First Malaria Cell Atlas Could Help Researchers Develop Drugs And Vaccines Against the Mosquito-Borne Disease
First Malaria Cell Atlas Could Help Researchers Develop Drugs And Vaccines Against the Mosquito-Borne Disease
The Malaria Cell Atlas was developed by using advanced single cell RNA sequencing techniques to isolate individual parasites and measure their gene activity.

Malaria kills nearly half a million people, including a child every two minutes, annually across the world. With more than 200 million new cases reported every year, Malaria remains to be one of the deadliest mosquito-borne diseases.

The scientific community has long stressed for a concerted treatment of malaria, dengue, zika, chinkungunya and other mosquito-borne diseases. Now those calls may finally be answered as the non-profit Wellcome Sanger Institute and its collaborators have created a Malaria Cell Atlas. This will help researchers develop drugs and vaccines against the mosquito-borne disease caused by the Plasmodium parasite that spreads to humans through the bites of infected mosquitoes.

The endeavor provides the first detailed map of the behaviour of individual malaria parasites. The Malaria Cell Atlas was developed by using advanced single cell RNA sequencing techniques to isolate individual parasites and measure their gene activity.

“We’ve created an atlas of gene activity that spans the complete life cycle of the malaria parasite. This is the first atlas of its kind for a single-cell organism. The malaria parasite’s life cycle is the key to research into this disease and the Malaria Cell Atlas will help us truly understand the parasite in order to effectively control malaria,” Dr Virginia Howick, joint first author from the Wellcome Sanger Institute, was quoted as saying.

Andrew Russell, joint first author and a PhD student at the Wellcome Sanger Institute, said, “Using the Malaria Cell Atlas, we’ve inferred the roles of parasite genes that until now were entirely unknown.

“We do this through ‘guilt-by-association’: by looking at functions of previously studied genes, we can predict roles of unknown genes if they show similar activity patterns to known genes. This provides a new opportunity to find novel drug targets,” he added.

The freely-available Malaria Cell Atlas gives the “highest resolution view of malaria parasite gene expression to date”. To get this, the researchers have isolated and measured the gene activity of 1,787 individual malaria parasites from 10 stages across their complete life cycle.

The team used another single-cell technology to examine a further 16,000 individual parasites from the blood stages of malaria that infect mice, monkeys and humans.

They found that, despite the different hosts, the gene activity behaviour across the three malaria parasite species was similar.

Parasites in the blood of three Kenyan people being treated for malaria were also collected.

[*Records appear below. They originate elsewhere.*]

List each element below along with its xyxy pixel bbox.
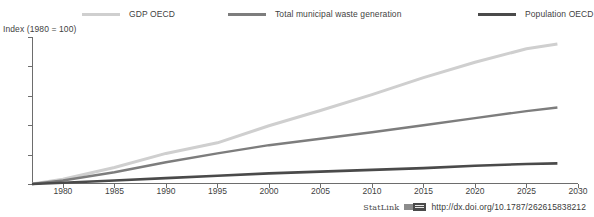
y-tick-mark [28, 155, 32, 156]
x-tick-label: 2005 [311, 186, 330, 196]
chart-figure: GDP OECD Total municipal waste generatio… [0, 0, 594, 217]
legend-label-gdp-oecd: GDP OECD [129, 9, 175, 19]
statlink-label: StatLink [363, 203, 399, 212]
x-tick-label: 1980 [53, 186, 72, 196]
x-tick-label: 2020 [466, 186, 485, 196]
y-tick-mark [28, 184, 32, 185]
y-tick-mark [28, 37, 32, 38]
legend-swatch-total-municipal-waste-generation [228, 13, 266, 16]
series-lines [32, 37, 578, 184]
legend-swatch-gdp-oecd [82, 13, 120, 16]
x-tick-label: 2000 [259, 186, 278, 196]
y-tick-mark [28, 96, 32, 97]
x-tick-label: 1990 [156, 186, 175, 196]
y-tick-mark [28, 66, 32, 67]
statlink-footer: StatLink http://dx.doi.org/10.1787/26261… [0, 200, 594, 214]
statlink-url[interactable]: http://dx.doi.org/10.1787/262615838212 [431, 202, 586, 212]
plot-area [32, 37, 578, 184]
legend-item-total-municipal-waste-generation: Total municipal waste generation [228, 6, 402, 22]
x-tick-label: 1985 [105, 186, 124, 196]
legend-label-total-municipal-waste-generation: Total municipal waste generation [275, 9, 402, 19]
x-tick-label: 2015 [414, 186, 433, 196]
x-axis-tick-labels: 1980198519901995200020052010201520202025… [32, 186, 578, 198]
legend-swatch-population-oecd [478, 13, 516, 16]
series-line [32, 44, 557, 184]
x-tick-label: 2010 [362, 186, 381, 196]
y-tick-mark [28, 125, 32, 126]
legend-label-population-oecd: Population OECD [525, 9, 594, 19]
legend-item-gdp-oecd: GDP OECD [82, 6, 175, 22]
x-tick-label: 2030 [569, 186, 588, 196]
statlink-icon [404, 203, 426, 211]
x-tick-label: 2025 [517, 186, 536, 196]
chart-legend: GDP OECD Total municipal waste generatio… [0, 6, 594, 22]
y-axis-title: Index (1980 = 100) [3, 24, 76, 34]
legend-item-population-oecd: Population OECD [478, 6, 594, 22]
x-tick-label: 1995 [208, 186, 227, 196]
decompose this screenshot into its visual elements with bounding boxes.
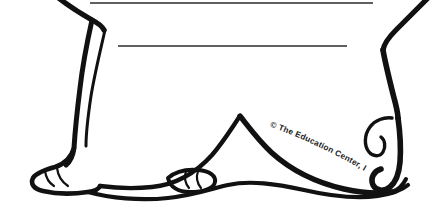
clipart-artboard: © The Education Center, Inc. bbox=[0, 0, 430, 214]
worksheet-clipart-page: Animal Body Worksheet Clipart bbox=[0, 0, 430, 214]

The team used the Malaria Cell Atlas as a reference to examine individual “wild” parasites from two different human malaria parasite species for the first time.

Dr Mara Lawniczak, lead author from the Wellcome Sanger Institute, said, “To defeat malaria we need to understand all the tricks the parasite uses throughout its life cycle. The Malaria Cell Atlas is the first detailed map that gives us insight into how different one parasite is from another, even when they are genetically identical.”

He added, “We face the problem of malaria becoming more resistant to current malaria drugs. As new drugs are introduced, we hope the Malaria Cell Atlas will act as a reference to understand how parasites change their behaviours in response to our efforts to control them. Knowing this will help reveal how to corner the parasites and ultimately eliminate them.”